I have a better idea-- why doesn't GitHub (that closed source platform) donate 20% of all revenue to opensource projects that enable the company to exist?
When IDEs entered the market, they were the talk of the town. Improve your programming speed. Blazingly fast refactoring. A graphical debugger and logging information. Intellisense, inline documentation and the whole nine yards.
Many developers never bothered with IDEs. We were happy using Vim, Emacs and many of us continue to do so today.
It's not surprising the first "innovation" was agentic programming with a modified IDE.
I'm sure many people will enjoy their new IDEs. I don't enjoy it. I enjoy doing things a different way.
Wow, so to prevent AI scrapers from harvesting my data I need to send all of my traffic through a third party company that gets to decide who gets to view my content. Great idea!
Yes, they could roll their own, but you have no issues with this being necessary?
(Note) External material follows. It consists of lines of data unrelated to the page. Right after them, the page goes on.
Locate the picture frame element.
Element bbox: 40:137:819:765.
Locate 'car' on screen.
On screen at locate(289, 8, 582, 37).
I think the attitude of "just deal with it" is far more negative than someone expressing they are upset with the state of the internet, its controllers, and its abusers.
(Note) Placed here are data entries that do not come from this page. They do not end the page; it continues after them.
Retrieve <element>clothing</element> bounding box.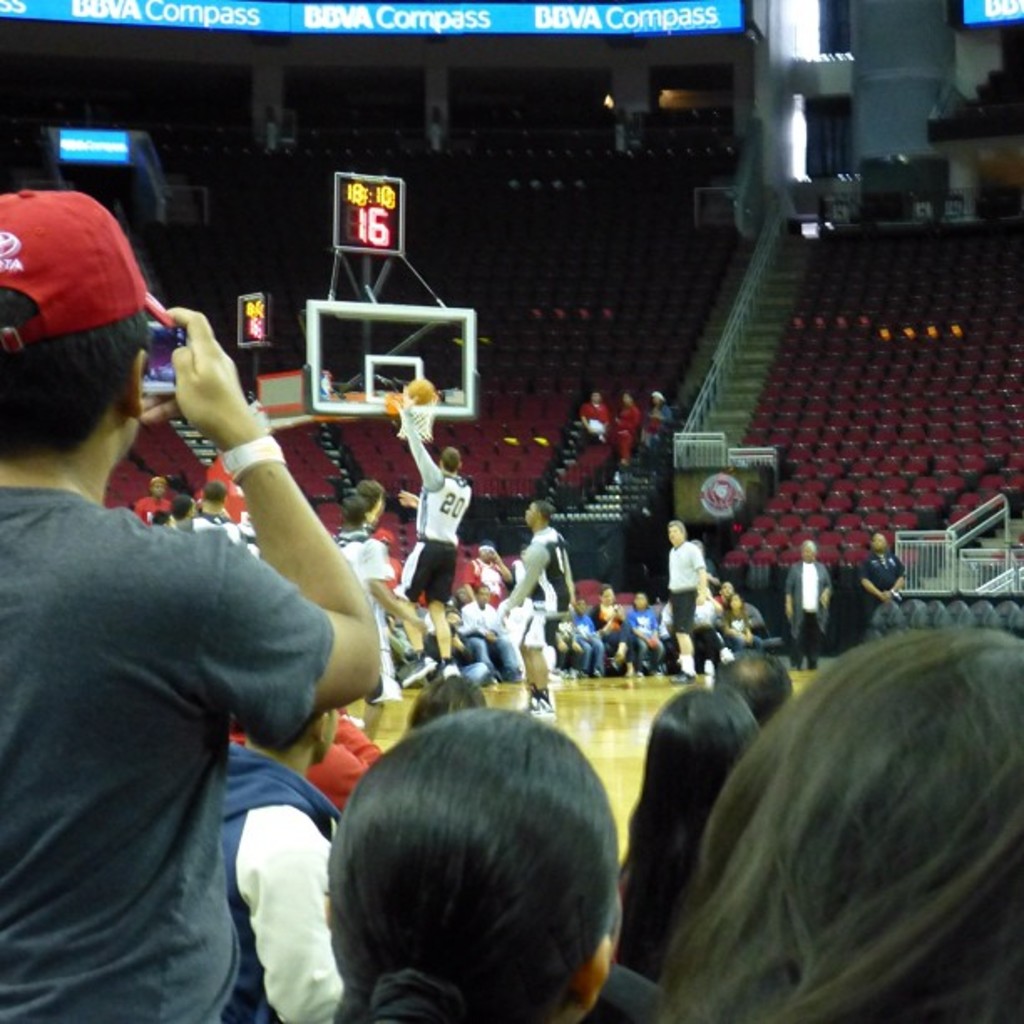
Bounding box: {"x1": 626, "y1": 601, "x2": 671, "y2": 634}.
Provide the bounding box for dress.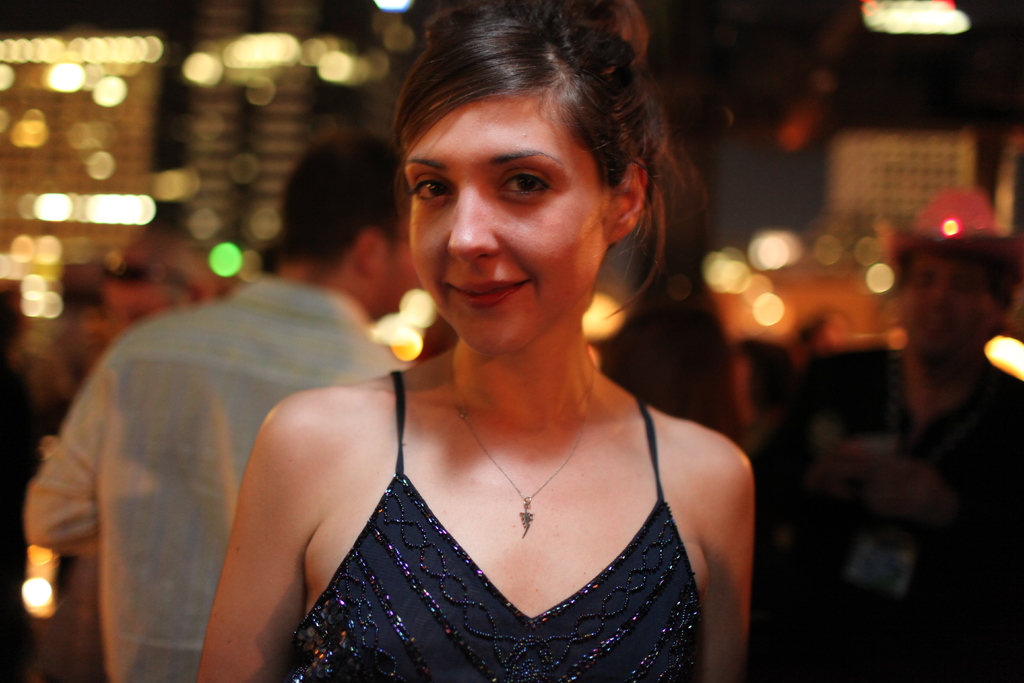
crop(291, 366, 707, 682).
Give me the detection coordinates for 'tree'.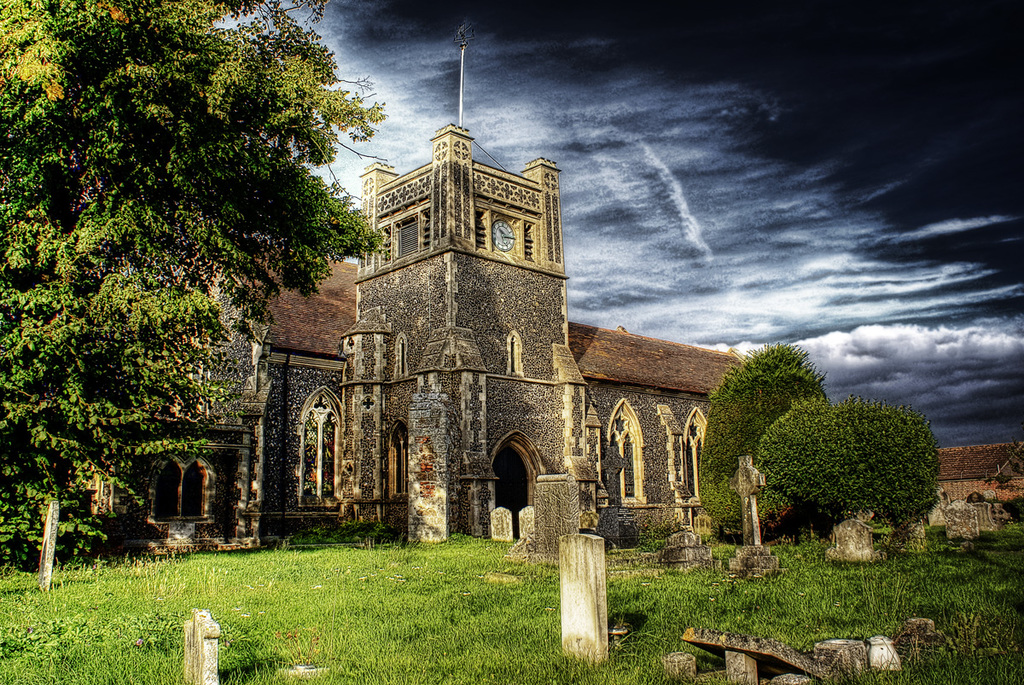
{"x1": 702, "y1": 336, "x2": 840, "y2": 541}.
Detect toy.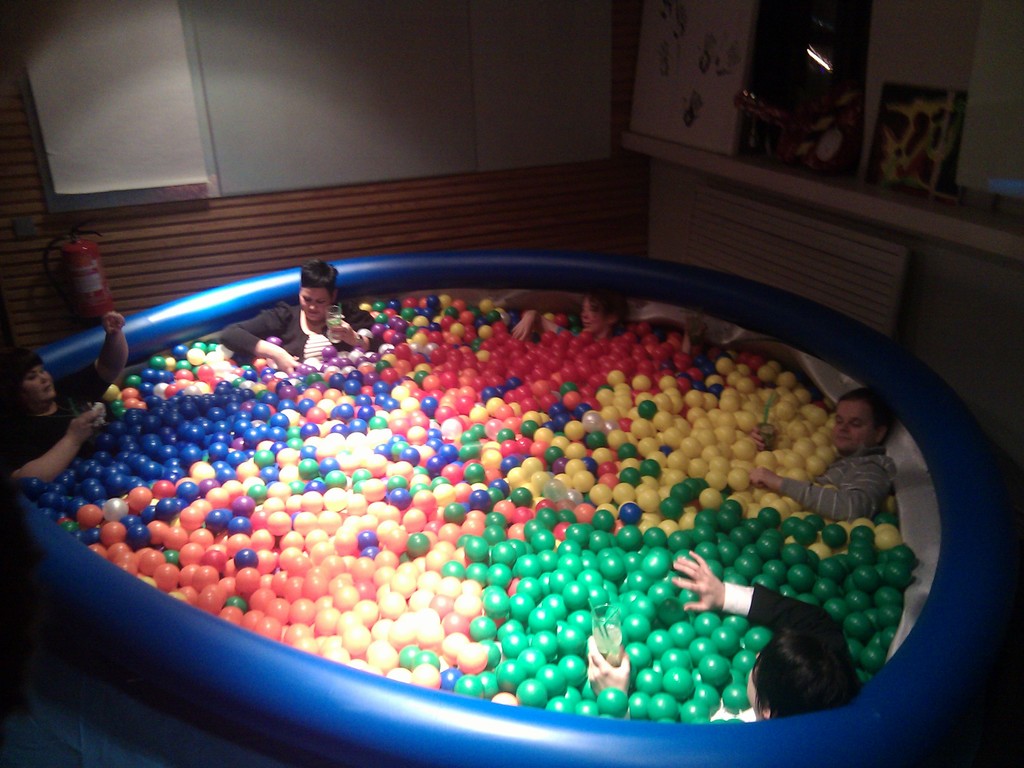
Detected at {"x1": 697, "y1": 654, "x2": 730, "y2": 688}.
This is like saying "lets just get rid of all the guns" to solve gun violence and gun crime in the USA. The cat is out of the bag and no one can put it back. We live in a different world now and we have to figure it out.
> Must everything in AI threads be so negative and condescending?
Because if I own a website or a service and it is being degraded or slowed by some third party tool that wants to slurp its content for his own profit and don't even share, I tend to be irritated. And AI apologists/evangelists don't help when they try to justify the behavior.
I use iocaine[0] to generate a tarpit. Yesterday it served ~278k "pages" consisting of ~500MB of gibberish (and that's despite banning most AI scrapers in robots.txt.)
It still fails with all of my extensions disabled (wipr, privacy redirect). I just get a download dialog. I don't know what the HTTP status code is, however.
I found a flagged HN submission about it and it has just about the same result for me and for others. My first tap failed in a weird way (showed some text then redirected quickly to its git repo) and all subsequent taps trigger a download.
Unfortunately and you kind of have to count this as the cost of the Internet. You've wasted 500Mb of bandwidth.
I've had colocation for eight years+. My monthly b/w cost is now around 20-30Gb a month given to scrapers where I was only be using 1-2Gb a month, years prior.
I pay for premium bandwidth (it's a thing) and only get 2TB of usable data. Do I go offline or let it continue?
i have no idea what this does because the site is rejecting my ordinary firefox browser with "Error code: 418 I'm a teapot". Even from a private browser.
If I hit it with Chrome, now I can see a site.
Seems pretty not ready for prime time as a lot of my viewers use Firefox
Anubis is the only tool that claims to have heuristics to identify a bot, but my understanding is that it does this by presenting obnoxious challenges to all users. Not really feasible. Old school approaches like ip blocking or even ASN blocking are obsolete - these crawlers purposely spam from thousands of IPs, and if you block them on a common ASN, they come back a few days later from thousands of unique ASNs. So this is not really a "roll your own" situation, especially if you are running off the shelf software that doesn't have some straightforward means of building in these various approaches of endless page mazes (which I would still have to serve anyway).
I would argue most never did.
If you spend time in the startup world you quickly realize how little the average developer cares about craftsmanship or quality.
The startup world is full of mantras like move fast and break things, or if you are not embarrassed by your mvp it’s not an mvp.